ATLANTA – With the traditional summer vacation season getting underway, Georgia continues to suffer from a chronic shortage of game wardens to serve its 2 million hunters and 600,000 to 700,000 anglers.

The state Department of Natural Resources (DNR) boasted 250 game wardens back in 2000. But a series of budget cuts had dropped that workforce as low as 181 in fiscal 2017 before it rebounded to 234 in the fiscal 2025 budget that takes effect July 1.

“We’re still not up to where we were 24 years ago,” said Col. Mike England, director of the DNR’s Law Enforcement Division. “How many people are in Georgia in 2000, and how many do we have now?”

The DNR isn’t alone when it comes to workforce shortages. The $36.1 billion state budget the General Assembly adopted in March includes $3,000 pay raises for workers in state agencies suffering high turnover rates on top of the 4% cost-of-living increases most state and university system employees are getting.

While game wardens are among the workforce groups that will qualify for those additional raises, the increases also are going to a wide range of employees including state troopers and child welfare workers.

But England said game wardens face more difficult work schedules than their colleagues, which contributes to high turnover rates.

“We don’t work shifts,” he said. “Game wardens are on call 24 hours a day.”

Because hunters and anglers tend to pursue their hobbies on weekends, game wardens are only off duty one weekend per month, England said.

“Our officers can’t go home and drink a beer because they may be on call,” he said. “They get tired of the schedule.”

Mike Worley, president and CEO of the Georgia Wildlife Federation, said the shortage of game wardens has not affected the agency’s ability to process applications for hunting and fishing licenses in a timely manner.

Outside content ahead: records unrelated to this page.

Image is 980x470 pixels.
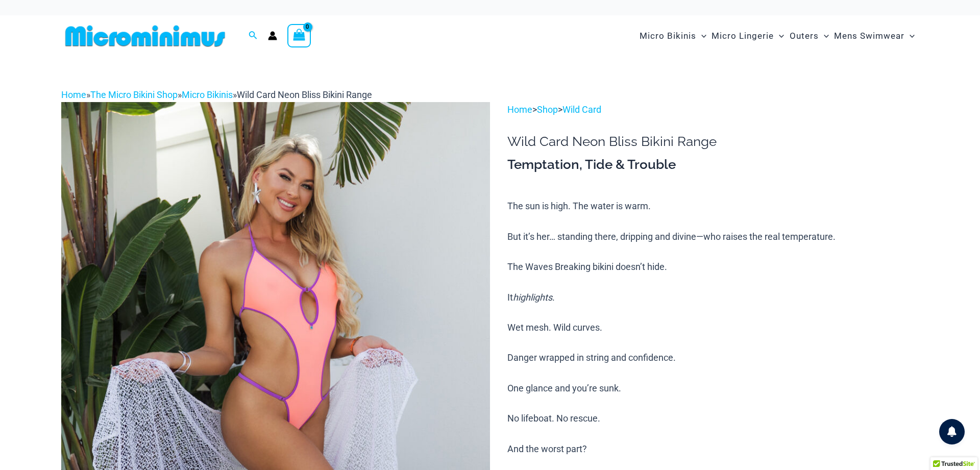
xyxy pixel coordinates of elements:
[696,23,707,49] span: Menu Toggle
[819,23,829,49] span: Menu Toggle
[61,24,230,47] img: MM SHOP LOGO FLAT
[507,156,919,174] h3: Temptation, Tide & Trouble
[507,133,919,149] h1: Wild Card Neon Bliss Bikini Range
[787,20,831,51] a: OutersMenu ToggleMenu Toggle
[637,20,709,51] a: Micro BikinisMenu ToggleMenu Toggle
[834,23,904,49] span: Mens Swimwear
[248,30,258,42] a: Search icon link
[712,23,774,49] span: Micro Lingerie
[90,89,177,100] a: The Micro Bikini Shop
[182,89,233,100] a: Micro Bikinis
[513,292,552,302] i: highlights
[636,19,919,53] nav: Site Navigation
[537,104,558,115] a: Shop
[774,23,784,49] span: Menu Toggle
[904,23,915,49] span: Menu Toggle
[61,89,372,100] span: » » »
[563,104,601,115] a: Wild Card
[507,104,532,115] a: Home
[268,31,277,40] a: Account icon link
[287,24,311,47] a: View Shopping Cart, empty
[61,89,86,100] a: Home
[709,20,787,51] a: Micro LingerieMenu ToggleMenu Toggle
[507,102,919,118] p: > >
[831,20,917,51] a: Mens SwimwearMenu ToggleMenu Toggle
[789,23,819,49] span: Outers
[237,89,372,100] span: Wild Card Neon Bliss Bikini Range
[640,23,696,49] span: Micro Bikinis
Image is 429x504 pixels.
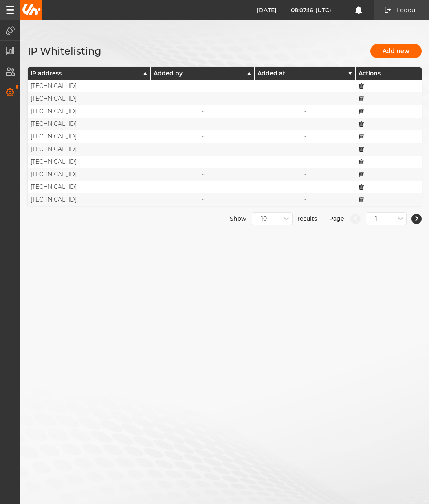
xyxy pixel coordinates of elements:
[257,83,352,90] span: -
[28,143,151,155] div: [TECHNICAL_ID]
[375,215,377,222] div: 1
[154,158,252,166] span: -
[22,5,41,15] img: Unibo
[28,105,151,118] div: [TECHNICAL_ID]
[28,130,151,143] div: [TECHNICAL_ID]
[154,121,252,128] span: -
[28,193,151,206] div: [TECHNICAL_ID]
[257,108,352,115] span: -
[28,181,151,193] div: [TECHNICAL_ID]
[28,92,151,105] div: [TECHNICAL_ID]
[257,121,352,128] span: -
[257,158,352,166] span: -
[154,95,252,102] span: -
[254,67,355,80] button: Added at
[257,196,352,204] span: -
[154,108,252,115] span: -
[257,146,352,153] span: -
[28,44,101,58] h1: IP Whitelisting
[28,155,151,168] div: [TECHNICAL_ID]
[257,6,284,14] span: [DATE]
[154,83,252,90] span: -
[151,67,254,80] button: Added by
[28,80,151,92] div: [TECHNICAL_ID]
[315,6,332,14] span: (UTC)
[291,6,315,14] span: 08:07:16
[154,146,252,153] span: -
[28,168,151,181] div: [TECHNICAL_ID]
[261,215,267,222] div: 10
[28,67,150,80] button: IP address
[154,171,252,178] span: -
[230,212,247,225] span: Show
[154,196,252,204] span: -
[28,118,151,130] div: [TECHNICAL_ID]
[297,212,317,225] span: results
[329,212,344,225] span: Page
[370,44,422,58] button: Add new
[257,95,352,102] span: -
[154,184,252,190] span: -
[257,133,352,140] span: -
[257,171,352,178] span: -
[355,67,422,80] div: Actions
[257,184,352,190] span: -
[154,133,252,140] span: -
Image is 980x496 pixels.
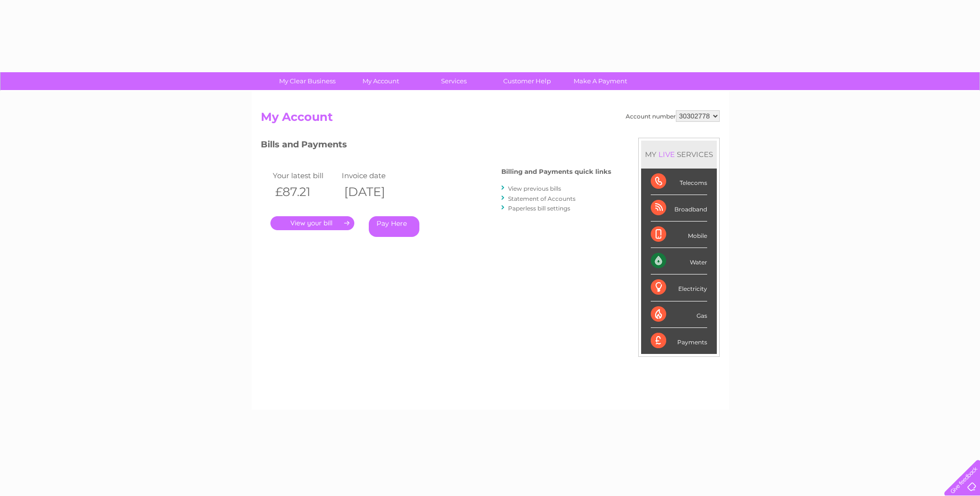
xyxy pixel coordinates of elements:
div: Electricity [651,275,707,301]
div: Account number [626,111,720,122]
a: My Clear Business [267,72,347,90]
div: Water [651,248,707,275]
a: Paperless bill settings [508,204,570,212]
th: £87.21 [270,182,340,202]
div: LIVE [657,150,677,159]
a: Pay Here [369,216,419,237]
h4: Billing and Payments quick links [501,168,611,176]
td: Invoice date [340,169,409,182]
td: Your latest bill [270,169,340,182]
a: . [270,216,354,230]
a: Customer Help [487,72,567,90]
a: View previous bills [508,185,561,192]
a: My Account [341,72,420,90]
h2: My Account [261,111,720,128]
div: Broadband [651,195,707,221]
a: Statement of Accounts [508,195,576,202]
div: MY SERVICES [641,141,717,168]
div: Gas [651,302,707,328]
a: Services [414,72,494,90]
a: Make A Payment [561,72,640,90]
div: Payments [651,328,707,354]
h3: Bills and Payments [261,138,611,155]
th: [DATE] [340,182,409,202]
div: Telecoms [651,169,707,195]
div: Mobile [651,221,707,248]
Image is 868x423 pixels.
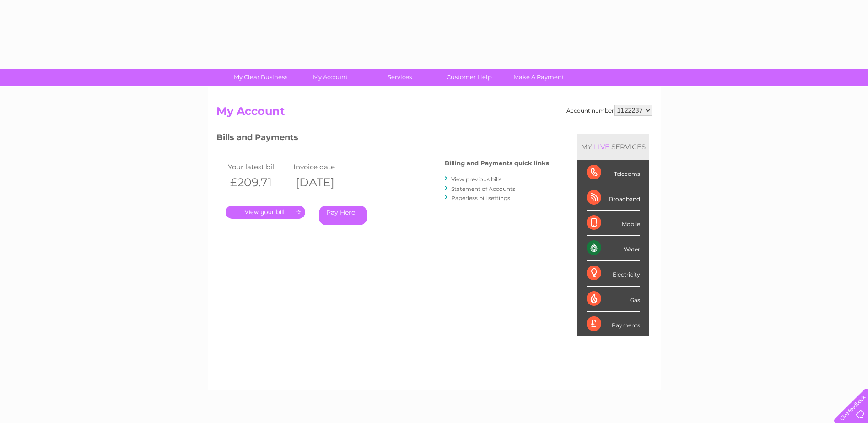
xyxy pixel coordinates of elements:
[216,105,652,122] h2: My Account
[587,261,640,286] div: Electricity
[566,105,652,116] div: Account number
[587,211,640,236] div: Mobile
[587,287,640,312] div: Gas
[587,161,640,185] div: Telecoms
[451,195,510,201] a: Paperless bill settings
[577,134,649,160] div: MY SERVICES
[501,69,577,85] a: Make A Payment
[291,161,357,173] td: Invoice date
[592,143,612,151] div: LIVE
[587,236,640,261] div: Water
[451,176,501,183] a: View previous bills
[451,185,515,192] a: Statement of Accounts
[587,185,640,211] div: Broadband
[223,69,298,85] a: My Clear Business
[216,131,549,147] h3: Bills and Payments
[226,173,291,192] th: £209.71
[431,69,507,85] a: Customer Help
[587,312,640,337] div: Payments
[445,160,549,167] h4: Billing and Payments quick links
[362,69,437,85] a: Services
[226,206,305,219] a: .
[291,173,357,192] th: [DATE]
[319,206,367,226] a: Pay Here
[226,161,291,173] td: Your latest bill
[292,69,368,85] a: My Account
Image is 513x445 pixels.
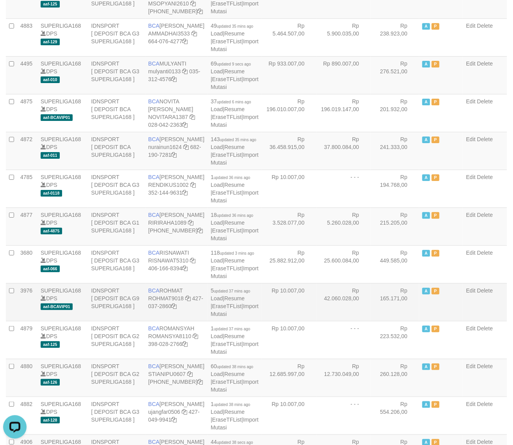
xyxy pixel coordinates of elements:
[210,409,223,415] a: Load
[210,250,254,256] span: 118
[224,106,244,112] a: Resume
[88,359,145,397] td: IDNSPORT [ DEPOSIT BCA G2 SUPERLIGA168 ]
[17,132,37,170] td: 4872
[148,296,184,302] a: ROHMAT9018
[217,62,251,66] span: updated 9 secs ago
[210,106,223,112] a: Load
[431,326,439,333] span: Paused
[187,371,192,377] a: Copy STIANIPU0607 to clipboard
[148,220,187,226] a: RIRIRAHA1089
[41,417,60,424] span: aaf-128
[224,333,244,340] a: Resume
[262,246,316,283] td: Rp 25.882.912,00
[477,174,492,180] a: Delete
[210,250,258,279] span: | | |
[316,397,371,435] td: - - -
[210,190,258,204] a: Import Mutasi
[88,246,145,283] td: IDNSPORT [ DEPOSIT BCA G3 SUPERLIGA168 ]
[224,182,244,188] a: Resume
[431,23,439,30] span: Paused
[466,288,475,294] a: Edit
[370,132,419,170] td: Rp 241.333,00
[262,18,316,56] td: Rp 5.464.507,00
[17,208,37,246] td: 4877
[431,61,439,68] span: Paused
[41,61,81,67] a: SUPERLIGA168
[210,98,258,128] span: | | |
[3,3,27,27] button: Open LiveChat chat widget
[370,283,419,321] td: Rp 165.171,00
[148,371,186,377] a: STIANIPU0607
[477,212,492,218] a: Delete
[477,136,492,142] a: Delete
[422,212,430,219] span: Active
[477,250,492,256] a: Delete
[210,212,253,218] span: 18
[193,333,198,340] a: Copy ROMANSYA8110 to clipboard
[185,296,190,302] a: Copy ROHMAT9018 to clipboard
[41,114,73,121] span: aaf-BCAVIP01
[422,137,430,143] span: Active
[17,94,37,132] td: 4875
[262,208,316,246] td: Rp 3.528.077,00
[212,303,241,310] a: EraseTFList
[148,136,160,142] span: BCA
[370,56,419,94] td: Rp 276.521,00
[212,190,241,196] a: EraseTFList
[212,265,241,272] a: EraseTFList
[262,359,316,397] td: Rp 12.685.997,00
[182,341,188,347] a: Copy 3980282766 to clipboard
[210,296,223,302] a: Load
[422,99,430,105] span: Active
[316,56,371,94] td: Rp 890.007,00
[224,220,244,226] a: Resume
[210,38,258,52] a: Import Mutasi
[210,136,256,142] span: 143
[422,250,430,257] span: Active
[17,56,37,94] td: 4495
[210,401,250,408] span: 1
[224,371,244,377] a: Resume
[466,23,475,29] a: Edit
[217,365,253,369] span: updated 38 mins ago
[148,409,180,415] a: ujangfar0506
[88,283,145,321] td: IDNSPORT [ DEPOSIT BCA G9 SUPERLIGA168 ]
[145,321,208,359] td: ROMANSYAH 398-028-2766
[217,214,253,218] span: updated 36 mins ago
[316,283,371,321] td: Rp 42.060.028,00
[466,363,475,370] a: Edit
[431,174,439,181] span: Paused
[171,152,177,158] a: Copy 6821907281 to clipboard
[41,401,81,408] a: SUPERLIGA168
[316,359,371,397] td: Rp 12.730.049,00
[316,321,371,359] td: - - -
[466,174,475,180] a: Edit
[88,56,145,94] td: IDNSPORT [ DEPOSIT BCA G3 SUPERLIGA168 ]
[190,0,196,7] a: Copy MSOPYANI2610 to clipboard
[210,341,258,355] a: Import Mutasi
[466,250,475,256] a: Edit
[41,77,60,83] span: aaf-010
[316,132,371,170] td: Rp 37.800.084,00
[422,23,430,30] span: Active
[422,174,430,181] span: Active
[370,397,419,435] td: Rp 554.206,00
[17,321,37,359] td: 4879
[41,228,62,235] span: aaf-4875
[210,0,258,14] a: Import Mutasi
[148,68,181,75] a: mulyanti0133
[210,68,223,75] a: Load
[145,359,208,397] td: [PERSON_NAME] [PHONE_NUMBER]
[210,417,258,431] a: Import Mutasi
[148,363,160,370] span: BCA
[262,397,316,435] td: Rp 10.007,00
[422,288,430,295] span: Active
[220,138,256,142] span: updated 35 mins ago
[217,100,251,104] span: updated 6 mins ago
[145,397,208,435] td: [PERSON_NAME] 427-049-9941
[210,136,258,166] span: | | |
[182,409,187,415] a: Copy ujangfar0506 to clipboard
[189,114,195,120] a: Copy NOVITARA1387 to clipboard
[37,208,88,246] td: DPS
[41,174,81,180] a: SUPERLIGA168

“Our technology has helped us a lot,” he said. “There is really not a backlog for hunting and fishing licenses. It’s really about the enforcement.”

Worley said the shortage encourages law breakers to engage in such criminal activities as bringing deer into Georgia that might carry disease or smuggling turtles and other reptiles out of the state for sale on the black market.

“When I run into a game warden in the field, I find them very courteous, thoughtful, and respectful,” he said. “(But) how often are you checked by one of these officers? It’s not often. … There are folks who will roll the dice and take their chances because we don’t have enough of them.”

The DNR’s budget for the coming fiscal year includes $577,000 to hire six additional game wardens. England said that won’t do more than put a dent in the workforce shortage.

“All we’re doing is chipping away a little at a time,” he said.

With games wardens working such long hours because they’re spread so thin, England said it has taken a special type of person to stick with the job.

“Our people are very dedicated,” he said. “They love their job. Those who don’t move on.”